Google revealed that its Motorola Mobility unit saw another operating loss in the first quarter of 2013, shortly after Eric Schmidt promised that the hardware unit is working on devices that are “phenomenal”.

The division recorded an operating loss of $271 million for the period, on revenue of $1.02 billion.

The business was not owned by Google last year, but in the prior sequential quarter (which included the lucrative Christmas holiday sales period) it saw an operating loss of $353 million on revenue of $1.51 billion.

Speaking at the D:Dive into Mobile event earlier this week, Eric Schmidt, executive chairman of Google, said: “What I would advise you to do with Motorola is wait and see for this next generation of technology. It’s very impressive.”

In a conference call, Google noted that while it is “seeing a lot of progress across the board” with the transformation of Motorola, “results from that segment will continued to be variable”.

Earlier this week Google completed the sale of Motorola’s Home business to Arris Group, which is active in the same space, for $2.2 billion in cash and shares equivalent to around 7.7 per cent of Arris.

And contract manufacturing company Flextronics also completed a deal to take over a Motorola facility in China, and assumed management and operational responsibility for a Motorola site in Brazil.

Moving on to Google’s core “advertising and other” business, sales increased to $12.95 billion in the three months from $10.65 billion.

During February 2013, the company launched “a significant upgrade to AdWords” called Enhanced Campaigns, which is designed to allow advertisers to offer campaigns across multiple device types, with material “dynamically adapted” by Google.

“Online advertising has developed in a very device specific ways with separate campaigns for desktop and mobile. This makes arduous work for advertisers and agencies, and means mobile opportunities often get missed,” Larry Page, CEO of Google, said.

On a group level, Google reported a profit of $3.35 billion, up from $2.89 billion, on revenue of $13.97 billion, up from $10.65 billion.

It also noted $153 million in amortisation related to the Motorola deal, of which $116 million was allocated to Google, and $37 million to Motorola.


Assignment: "screenshot" appears in how many lines of the entries? State only the number.

Supplied information:
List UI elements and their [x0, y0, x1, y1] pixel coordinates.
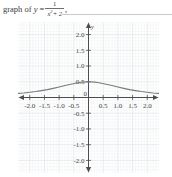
- graph-plot-area: y -2.0-1.5-1.0-0.500.51.01.52.02.01.51.0…: [18, 22, 159, 173]
- svg-text:y: y: [90, 23, 94, 30]
- caption-variable: y: [34, 4, 38, 14]
- svg-text:1.0: 1.0: [76, 62, 85, 70]
- caption-trailing: ,: [65, 4, 67, 14]
- caption-lead: graph of: [3, 4, 32, 14]
- svg-text:-1.5: -1.5: [73, 141, 85, 149]
- svg-text:-1.0: -1.0: [54, 102, 66, 110]
- svg-text:0.5: 0.5: [99, 102, 108, 110]
- svg-text:1.5: 1.5: [128, 102, 137, 110]
- svg-text:-1.0: -1.0: [73, 125, 85, 133]
- svg-text:2.0: 2.0: [76, 31, 85, 39]
- figure-page: graph of y =1x2+ 2, y -2.0-1.5-1.0-0.500…: [0, 0, 172, 177]
- coordinate-graph: y -2.0-1.5-1.0-0.500.51.01.52.02.01.51.0…: [18, 22, 159, 173]
- caption-equals: =: [40, 4, 45, 14]
- figure-caption: graph of y =1x2+ 2,: [3, 1, 67, 17]
- svg-text:1.5: 1.5: [76, 47, 85, 55]
- svg-text:-2.0: -2.0: [73, 157, 85, 165]
- svg-text:-0.5: -0.5: [68, 102, 80, 110]
- svg-text:1.0: 1.0: [114, 102, 123, 110]
- axes-group: y: [19, 23, 159, 173]
- caption-underline-rule: [62, 14, 172, 15]
- denominator-rest: + 2: [53, 10, 62, 17]
- svg-text:-2.0: -2.0: [24, 102, 36, 110]
- svg-text:2.0: 2.0: [143, 102, 152, 110]
- svg-text:0: 0: [84, 90, 88, 98]
- svg-text:-1.5: -1.5: [39, 102, 51, 110]
- fraction-numerator: 1: [45, 1, 64, 8]
- svg-text:-0.5: -0.5: [73, 110, 85, 118]
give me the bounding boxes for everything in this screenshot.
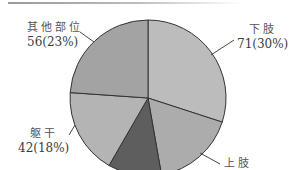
- label-xiazhi: 下肢 71(30%): [237, 23, 288, 51]
- label-xiazhi-name: 下肢: [237, 23, 288, 37]
- label-qita: 其他部位 56(23%): [27, 21, 83, 49]
- label-shangzhi: 上肢: [224, 157, 252, 170]
- label-qita-value: 56(23%): [27, 35, 83, 49]
- label-qugan-name: 躯干: [18, 127, 69, 141]
- label-shangzhi-name: 上肢: [224, 157, 252, 170]
- label-qita-name: 其他部位: [27, 21, 83, 35]
- leader-shangzhi: [200, 153, 220, 164]
- label-xiazhi-value: 71(30%): [237, 37, 288, 51]
- label-qugan-value: 42(18%): [18, 141, 69, 155]
- leader-xiazhi: [211, 40, 234, 55]
- label-qugan: 躯干 42(18%): [18, 127, 69, 155]
- leader-qugan: [69, 125, 75, 135]
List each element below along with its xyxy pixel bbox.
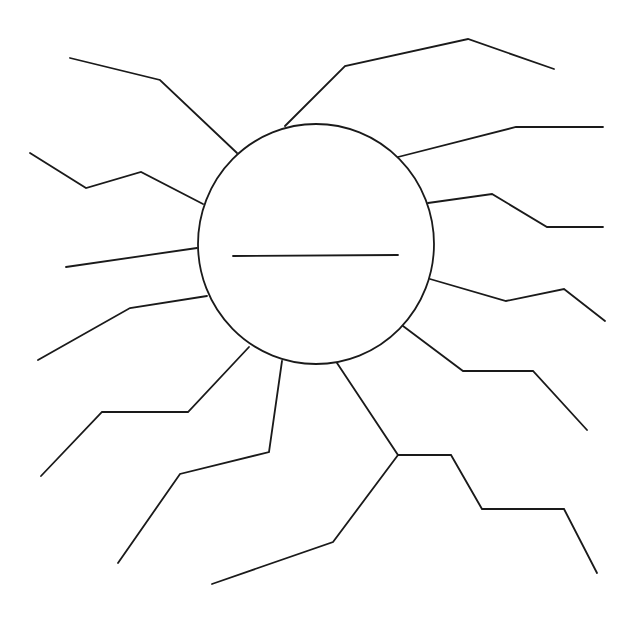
ray-line-10 [41,347,249,476]
ray-line-6 [403,326,587,430]
ray-line-3 [398,127,603,157]
ray-line-9 [118,361,282,563]
ray-line-13 [30,153,203,204]
center-circle [198,124,434,364]
center-blank-line [233,255,398,256]
ray-line-7 [337,363,597,573]
ray-line-8 [212,455,398,584]
ray-line-11 [38,296,207,360]
rays-group [30,39,605,584]
ray-line-4 [428,194,603,227]
diagram-svg [0,0,638,623]
ray-line-1 [70,58,237,153]
sunburst-diagram [0,0,638,623]
ray-line-5 [430,279,605,321]
ray-line-12 [66,248,197,267]
ray-line-2 [285,39,554,126]
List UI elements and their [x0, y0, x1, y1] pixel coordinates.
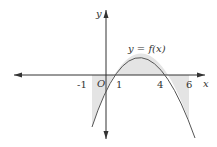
y-axis-label: y: [95, 8, 102, 19]
y-axis-arrow-up: [104, 10, 109, 18]
tick-1: 1: [116, 79, 122, 90]
origin-label: O: [97, 78, 105, 89]
graph: y x O -1 1 4 6 y = f(x): [0, 0, 217, 147]
curve-label: y = f(x): [127, 43, 166, 54]
tick-neg1: -1: [77, 79, 87, 90]
x-axis-arrow-right: [197, 73, 205, 78]
x-axis-arrow-left: [14, 73, 22, 78]
x-axis-label: x: [203, 78, 209, 89]
y-axis-arrow-down: [104, 131, 109, 139]
tick-4: 4: [157, 79, 163, 90]
tick-6: 6: [186, 79, 192, 90]
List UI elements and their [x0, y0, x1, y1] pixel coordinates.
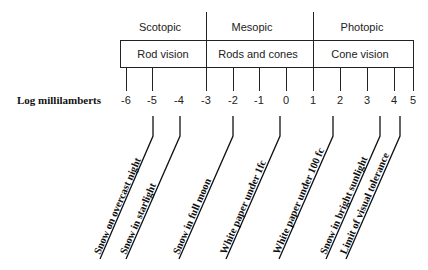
svg-text:-6: -6	[121, 94, 131, 106]
svg-text:4: 4	[391, 94, 397, 106]
svg-text:-4: -4	[174, 94, 184, 106]
tick-labels: -6 -5 -4 -3 -2 -1 0 1 2 3 4 5	[121, 94, 416, 106]
example-snow-full-moon: Snow in full moon	[171, 177, 213, 256]
svg-text:2: 2	[337, 94, 343, 106]
regime-label-photopic: Photopic	[341, 21, 384, 33]
example-white-paper-100fc: White paper under 100 fc	[271, 146, 327, 256]
svg-text:3: 3	[364, 94, 370, 106]
svg-text:-3: -3	[201, 94, 211, 106]
regime-label-mesopic: Mesopic	[232, 21, 273, 33]
example-white-paper-1fc: White paper under 1fc	[218, 158, 268, 256]
luminance-scale-diagram: Scotopic Mesopic Photopic Rod vision Rod…	[0, 0, 428, 270]
svg-text:5: 5	[410, 94, 416, 106]
svg-text:0: 0	[283, 94, 289, 106]
tick-marks	[127, 67, 414, 91]
vision-label-rods-cones: Rods and cones	[218, 48, 298, 60]
svg-text:1: 1	[310, 94, 316, 106]
svg-text:-5: -5	[147, 94, 157, 106]
axis-title: Log millilamberts	[17, 94, 102, 106]
example-snow-overcast-night: Snow on overcast night	[92, 156, 143, 256]
regime-label-scotopic: Scotopic	[139, 21, 182, 33]
vision-label-rod: Rod vision	[137, 48, 188, 60]
example-labels: Snow on overcast night Snow in starlight…	[92, 146, 391, 256]
svg-text:-2: -2	[228, 94, 238, 106]
svg-text:-1: -1	[254, 94, 264, 106]
vision-label-cone: Cone vision	[331, 48, 388, 60]
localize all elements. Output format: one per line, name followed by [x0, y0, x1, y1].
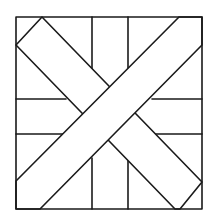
diagram-svg	[0, 0, 212, 220]
quilt-block-diagram	[0, 0, 212, 220]
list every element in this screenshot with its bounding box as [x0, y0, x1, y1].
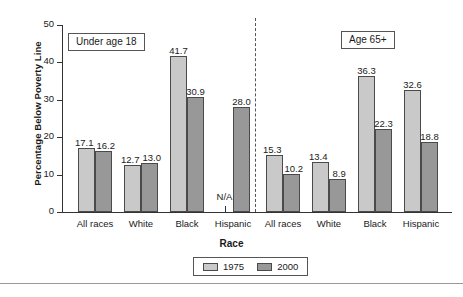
na-tick [225, 206, 226, 212]
bar-value: 32.6 [403, 79, 422, 90]
bar-value: 22.3 [374, 118, 393, 129]
annotation-under-age-18: Under age 18 [68, 33, 145, 51]
y-tick-label-30: 30 [43, 93, 54, 104]
bar-value: 41.7 [169, 45, 188, 56]
chart-legend: 1975 2000 [193, 257, 308, 276]
bar-2000-hispanic-under18: 28.0 [233, 107, 250, 212]
bar-value: 16.2 [96, 140, 115, 151]
bar-value: 12.7 [121, 154, 140, 165]
plot-area: 50 40 30 20 10 0 17.1 16.2 All races 12 [62, 25, 452, 212]
legend-item-1975: 1975 [203, 261, 244, 272]
y-tick-10: 10 [57, 175, 62, 176]
x-axis-line [62, 212, 452, 213]
y-tick-label-10: 10 [43, 168, 54, 179]
y-axis-line [62, 25, 63, 213]
bar-2000-white-age65: 8.9 [329, 179, 346, 212]
bar-value: 10.2 [284, 163, 303, 174]
bar-value: 30.9 [186, 86, 205, 97]
bar-value: 13.0 [142, 152, 161, 163]
x-tick-label-white-age65: White [317, 218, 341, 229]
panel-divider [255, 18, 256, 212]
bar-value: 18.8 [420, 131, 439, 142]
x-tick-label-hispanic-under18: Hispanic [215, 218, 251, 229]
bar-value: 15.3 [263, 144, 282, 155]
y-tick-label-40: 40 [43, 55, 54, 66]
bar-chart-figure: Percentage Below Poverty Line 50 40 30 2… [0, 0, 463, 297]
y-axis-title: Percentage Below Poverty Line [32, 14, 43, 214]
x-tick-label-all-races-age65: All races [265, 218, 301, 229]
bar-2000-all-races-under18: 16.2 [95, 151, 112, 212]
bar-2000-white-under18: 13.0 [141, 163, 158, 212]
bar-1975-white-age65: 13.4 [312, 162, 329, 212]
y-tick-30: 30 [57, 100, 62, 101]
bar-2000-all-races-age65: 10.2 [283, 174, 300, 212]
bar-1975-white-under18: 12.7 [124, 165, 141, 213]
x-axis-title: Race [0, 238, 463, 249]
bar-2000-black-under18: 30.9 [187, 97, 204, 213]
x-tick-label-black-under18: Black [175, 218, 198, 229]
annotation-age-65-plus: Age 65+ [341, 31, 395, 49]
y-tick-label-20: 20 [43, 130, 54, 141]
bar-2000-hispanic-age65: 18.8 [421, 142, 438, 212]
legend-label-2000: 2000 [277, 261, 298, 272]
y-tick-0: 0 [57, 212, 62, 213]
x-tick-label-black-age65: Black [363, 218, 386, 229]
x-tick-label-all-races-under18: All races [77, 218, 113, 229]
y-tick-50: 50 [57, 25, 62, 26]
y-tick-40: 40 [57, 62, 62, 63]
y-tick-label-0: 0 [49, 205, 54, 216]
legend-swatch-2000 [257, 263, 272, 271]
na-label: N/A [217, 191, 233, 202]
bar-value: 36.3 [357, 65, 376, 76]
bar-value: 13.4 [309, 151, 328, 162]
legend-swatch-1975 [203, 263, 218, 271]
x-tick-label-hispanic-age65: Hispanic [403, 218, 439, 229]
y-tick-20: 20 [57, 137, 62, 138]
x-tick-label-white-under18: White [129, 218, 153, 229]
bar-value: 17.1 [75, 137, 94, 148]
bar-1975-all-races-age65: 15.3 [266, 155, 283, 212]
bar-1975-black-age65: 36.3 [358, 76, 375, 212]
y-tick-label-50: 50 [43, 18, 54, 29]
bar-1975-black-under18: 41.7 [170, 56, 187, 212]
bar-value: 8.9 [332, 168, 345, 179]
bar-value: 28.0 [232, 96, 251, 107]
bar-1975-hispanic-age65: 32.6 [404, 90, 421, 212]
bar-1975-all-races-under18: 17.1 [78, 148, 95, 212]
bar-2000-black-age65: 22.3 [375, 129, 392, 212]
legend-label-1975: 1975 [223, 261, 244, 272]
legend-item-2000: 2000 [257, 261, 298, 272]
bottom-divider-rule [0, 283, 463, 284]
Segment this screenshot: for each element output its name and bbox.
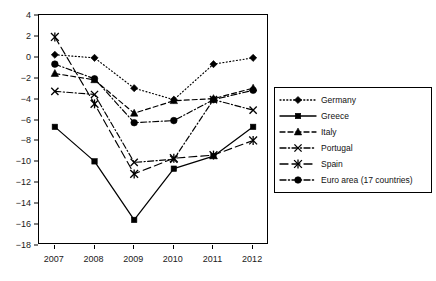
data-point-marker	[210, 96, 217, 103]
data-point-marker	[250, 54, 257, 61]
x-tick-label: 2009	[123, 254, 143, 264]
data-point-marker	[250, 107, 257, 114]
y-tick-label: −8	[21, 135, 31, 145]
legend-marker-icon	[295, 113, 300, 118]
x-tick-mark	[173, 245, 174, 249]
data-point-marker	[130, 169, 138, 178]
legend-item[interactable]: Spain	[279, 156, 428, 172]
y-tick-label: −6	[21, 115, 31, 125]
x-tick-mark	[94, 245, 95, 249]
legend-item[interactable]: Euro area (17 countries)	[279, 172, 428, 188]
legend-sample-circle-icon	[279, 173, 317, 187]
y-tick-label: 2	[26, 31, 31, 41]
chart-legend: GermanyGreeceItalyPortugalSpainEuro area…	[274, 87, 432, 193]
data-point-marker	[91, 99, 99, 108]
legend-marker-icon	[295, 177, 302, 184]
y-tick-label: 0	[26, 52, 31, 62]
legend-item-label: Spain	[321, 160, 343, 169]
data-point-marker	[250, 87, 257, 94]
x-tick-label: 2012	[242, 254, 262, 264]
series-line	[55, 91, 253, 162]
x-axis: 200720082009201020112012	[38, 245, 268, 275]
legend-sample-x-icon	[279, 141, 317, 155]
data-point-marker	[51, 70, 58, 77]
chart-figure: 420−2−4−6−8−10−12−14−16−18 2007200820092…	[0, 0, 436, 281]
legend-sample-triangle-icon	[279, 125, 317, 139]
y-tick-label: −16	[16, 219, 31, 229]
x-tick-mark	[252, 245, 253, 249]
legend-marker-icon	[294, 96, 301, 103]
y-tick-label: −18	[16, 240, 31, 250]
legend-item-label: Greece	[321, 112, 349, 121]
legend-sample-diamond-icon	[279, 93, 317, 107]
x-tick-mark	[54, 245, 55, 249]
x-tick-mark	[212, 245, 213, 249]
plot-area	[38, 14, 268, 244]
x-tick-label: 2011	[203, 254, 222, 264]
x-tick-label: 2010	[163, 254, 183, 264]
legend-item[interactable]: Greece	[279, 108, 428, 124]
x-tick-mark	[133, 245, 134, 249]
data-point-marker	[52, 124, 57, 129]
legend-item-label: Portugal	[321, 144, 353, 153]
data-point-marker	[51, 32, 59, 41]
data-point-marker	[131, 217, 136, 222]
y-axis: 420−2−4−6−8−10−12−14−16−18	[0, 14, 38, 246]
data-point-marker	[171, 166, 176, 171]
data-point-marker	[249, 136, 257, 145]
data-point-marker	[171, 117, 178, 124]
data-point-marker	[250, 124, 255, 129]
y-tick-label: −14	[16, 198, 31, 208]
x-tick-label: 2008	[84, 254, 104, 264]
legend-item-label: Euro area (17 countries)	[321, 176, 413, 185]
data-point-marker	[91, 54, 98, 61]
series-line	[55, 127, 253, 220]
y-tick-label: −2	[21, 73, 31, 83]
data-point-marker	[131, 119, 138, 126]
y-tick-label: 4	[26, 10, 31, 20]
x-tick-label: 2007	[44, 254, 64, 264]
legend-item[interactable]: Portugal	[279, 140, 428, 156]
legend-item[interactable]: Germany	[279, 92, 428, 108]
legend-sample-square-icon	[279, 109, 317, 123]
data-point-marker	[92, 159, 97, 164]
y-tick-label: −10	[16, 156, 31, 166]
legend-sample-asterisk-icon	[279, 157, 317, 171]
legend-item-label: Germany	[321, 96, 356, 105]
data-point-marker	[51, 51, 58, 58]
series-line	[55, 55, 253, 100]
chart-plot-svg	[39, 15, 269, 245]
data-point-marker	[91, 75, 98, 82]
y-tick-label: −12	[16, 177, 31, 187]
data-point-marker	[130, 109, 137, 116]
y-tick-label: −4	[21, 94, 31, 104]
legend-item[interactable]: Italy	[279, 124, 428, 140]
legend-item-label: Italy	[321, 128, 337, 137]
data-point-marker	[52, 61, 59, 68]
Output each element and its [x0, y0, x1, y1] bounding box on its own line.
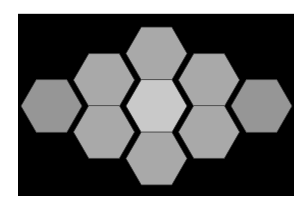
- hexagon-top: [126, 27, 187, 80]
- hexagon-bottom: [126, 132, 187, 185]
- hexagon-upper-left: [74, 54, 135, 107]
- hexagon-far-left: [21, 80, 82, 133]
- hexagon-lower-left: [74, 106, 135, 159]
- hexagon-lower-right: [179, 106, 240, 159]
- hexagon-center: [126, 80, 187, 133]
- hexagon-upper-right: [179, 54, 240, 107]
- hexagon-cluster: [0, 0, 307, 208]
- hexagon-far-right: [231, 80, 292, 133]
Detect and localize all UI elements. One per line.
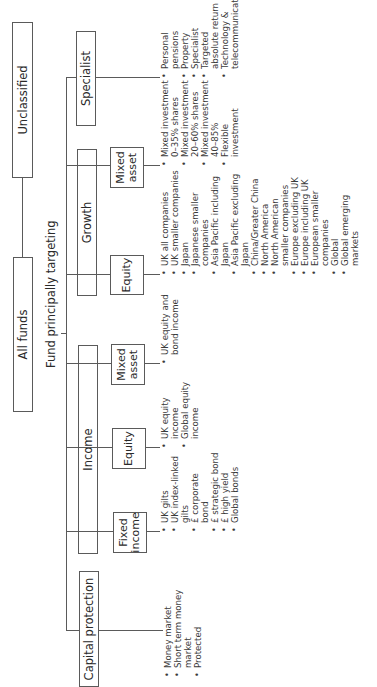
growth-equity-list: UK all companies UK smaller companies Ja… bbox=[160, 169, 360, 275]
list-item: Mixed investment 20–60% shares bbox=[180, 78, 200, 166]
income-fixed-income-list: UK gilts UK index-linked gilts £ corpora… bbox=[160, 452, 240, 532]
list-item: North American smaller companies bbox=[270, 169, 290, 275]
list-item: Flexible investment bbox=[220, 78, 240, 166]
all-funds-label: All funds bbox=[17, 310, 29, 360]
list-item: £ strategic bond bbox=[210, 452, 220, 532]
list-item: UK index-linked gilts bbox=[170, 452, 190, 532]
list-item: Asia Pacific including Japan bbox=[210, 169, 230, 275]
category-spine bbox=[66, 78, 67, 631]
list-item: UK smaller companies bbox=[170, 169, 180, 275]
specialist-list: Personal pensions Property Specialist Ta… bbox=[160, 2, 240, 78]
list-item: Protected bbox=[193, 587, 203, 677]
income-equity-list: UK equity income Global equity income bbox=[160, 368, 200, 448]
capital-protection-list: Money market Short term money market Pro… bbox=[163, 587, 203, 677]
list-item: Japan bbox=[180, 169, 190, 275]
list-item: UK equity and bond income bbox=[160, 294, 180, 364]
list-item: Technology & telecommunications bbox=[220, 2, 240, 78]
income-mixed-asset-list: UK equity and bond income bbox=[160, 294, 180, 364]
growth-equity-box: Equity bbox=[110, 255, 144, 295]
list-item: Europe including UK bbox=[300, 169, 310, 275]
list-item: Asia Pacific excluding Japan bbox=[230, 169, 250, 275]
list-item: Global emerging markets bbox=[340, 169, 360, 275]
list-item: Personal pensions bbox=[160, 2, 180, 78]
list-item: Global bonds bbox=[230, 452, 240, 532]
all-funds-box: All funds bbox=[13, 257, 33, 412]
unclassified-box: Unclassified bbox=[12, 22, 33, 178]
list-item: Money market bbox=[163, 587, 173, 677]
list-item: Global equity income bbox=[180, 368, 200, 448]
fund-targeting-caption: Fund principally targeting bbox=[44, 221, 58, 369]
list-item: Global bbox=[330, 169, 340, 275]
income-equity-box: Equity bbox=[112, 428, 146, 469]
list-item: UK all companies bbox=[160, 169, 170, 275]
list-item: UK gilts bbox=[160, 452, 170, 532]
list-item: Property bbox=[180, 2, 190, 78]
list-item: Mixed investment 0–35% shares bbox=[160, 78, 180, 166]
list-item: Specialist bbox=[190, 2, 200, 78]
list-item: Europe excluding UK bbox=[290, 169, 300, 275]
income-fixed-income-box: Fixed income bbox=[113, 512, 147, 553]
category-capital-protection: Capital protection bbox=[79, 571, 99, 687]
growth-mixed-asset-box: Mixed asset bbox=[110, 147, 144, 188]
list-item: £ high yield bbox=[220, 452, 230, 532]
list-item: Japanese smaller companies bbox=[190, 169, 210, 275]
list-item: China/Greater China bbox=[250, 169, 260, 275]
unclassified-label: Unclassified bbox=[17, 65, 29, 134]
category-specialist: Specialist bbox=[76, 31, 96, 126]
list-item: £ corporate bond bbox=[190, 452, 210, 532]
list-item: Mixed investment 40–85% bbox=[200, 78, 220, 166]
list-item: Short term money market bbox=[173, 587, 193, 677]
list-item: European smaller companies bbox=[310, 169, 330, 275]
income-mixed-asset-box: Mixed asset bbox=[111, 344, 145, 385]
list-item: UK equity income bbox=[160, 368, 180, 448]
growth-mixed-asset-list: Mixed investment 0–35% shares Mixed inve… bbox=[160, 78, 240, 166]
category-income: Income bbox=[78, 345, 98, 554]
root-link-line bbox=[22, 178, 23, 257]
list-item: Targeted absolute return bbox=[200, 2, 220, 78]
list-item: North America bbox=[260, 169, 270, 275]
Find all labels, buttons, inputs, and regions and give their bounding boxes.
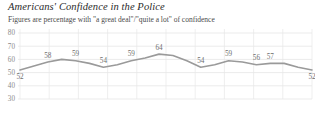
y-axis-tick-label: 70 <box>8 43 16 51</box>
line-chart-svg: 807060504030 5258595459645459565752 <box>0 0 315 114</box>
data-point-label: 59 <box>72 50 80 58</box>
data-point-label: 64 <box>155 44 163 52</box>
data-point-label: 59 <box>225 50 233 58</box>
data-point-label: 59 <box>128 50 136 58</box>
y-axis-tick-label: 60 <box>8 56 16 64</box>
data-point-label: 54 <box>100 57 108 65</box>
y-axis-tick-label: 30 <box>8 95 16 103</box>
data-point-label: 58 <box>44 52 52 60</box>
chart-figure: Americans' Confidence in the Police Figu… <box>0 0 315 114</box>
plot-area: 807060504030 5258595459645459565752 <box>0 0 315 114</box>
y-axis-tick-label: 50 <box>8 69 16 77</box>
data-point-label: 57 <box>267 53 275 61</box>
data-point-label: 52 <box>16 73 24 81</box>
data-point-label: 52 <box>308 73 315 81</box>
y-axis-tick-label: 40 <box>8 82 16 90</box>
data-point-label: 56 <box>253 54 261 62</box>
data-point-label: 54 <box>197 57 205 65</box>
y-axis-tick-labels: 807060504030 <box>8 29 16 103</box>
horizontal-gridlines <box>18 33 312 99</box>
y-axis-tick-label: 80 <box>8 29 16 37</box>
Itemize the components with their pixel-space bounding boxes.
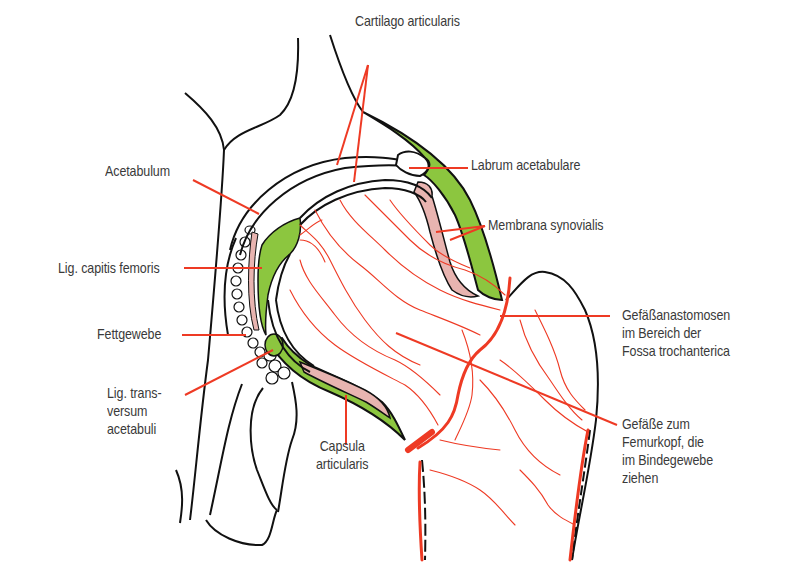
label-acetabulum: Acetabulum <box>105 162 170 180</box>
leader-acetabulum <box>193 180 259 214</box>
label-gefaessanastomosen: Gefäßanastomosen im Bereich der Fossa tr… <box>622 306 730 360</box>
label-gefaesse-zum-femurkopf: Gefäße zum Femurkopf, die im Bindegewebe… <box>622 415 713 487</box>
label-capsula-articularis: Capsula articularis <box>313 437 371 473</box>
label-lig-transversum-acetabuli: Lig. trans- versum acetabuli <box>107 384 162 438</box>
label-lig-capitis-femoris: Lig. capitis femoris <box>58 259 160 277</box>
leader-cartilago-1 <box>337 65 368 165</box>
label-fettgewebe: Fettgewebe <box>97 325 161 343</box>
leader-cartilago-2 <box>354 65 368 182</box>
label-cartilago-articularis: Cartilago articularis <box>355 12 460 30</box>
leader-lines <box>182 65 617 445</box>
hip-joint-illustration <box>0 0 801 573</box>
label-labrum-acetabulare: Labrum acetabulare <box>471 156 580 174</box>
hip-joint-diagram: Cartilago articularis Labrum acetabulare… <box>0 0 801 573</box>
leader-lig-transversum <box>185 350 273 395</box>
label-membrana-synovialis: Membrana synovialis <box>488 216 603 234</box>
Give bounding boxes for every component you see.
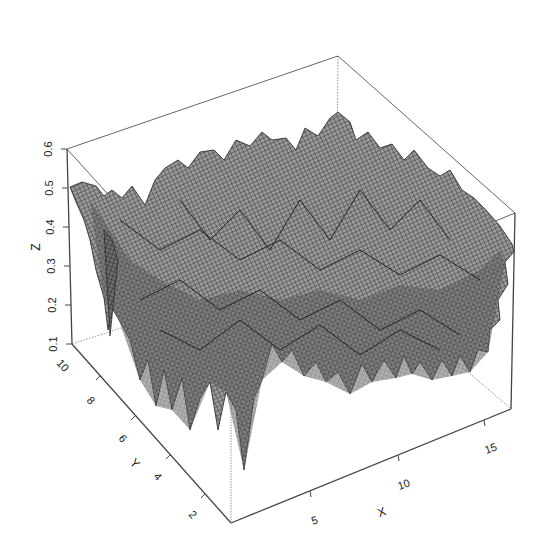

Exercise output: 3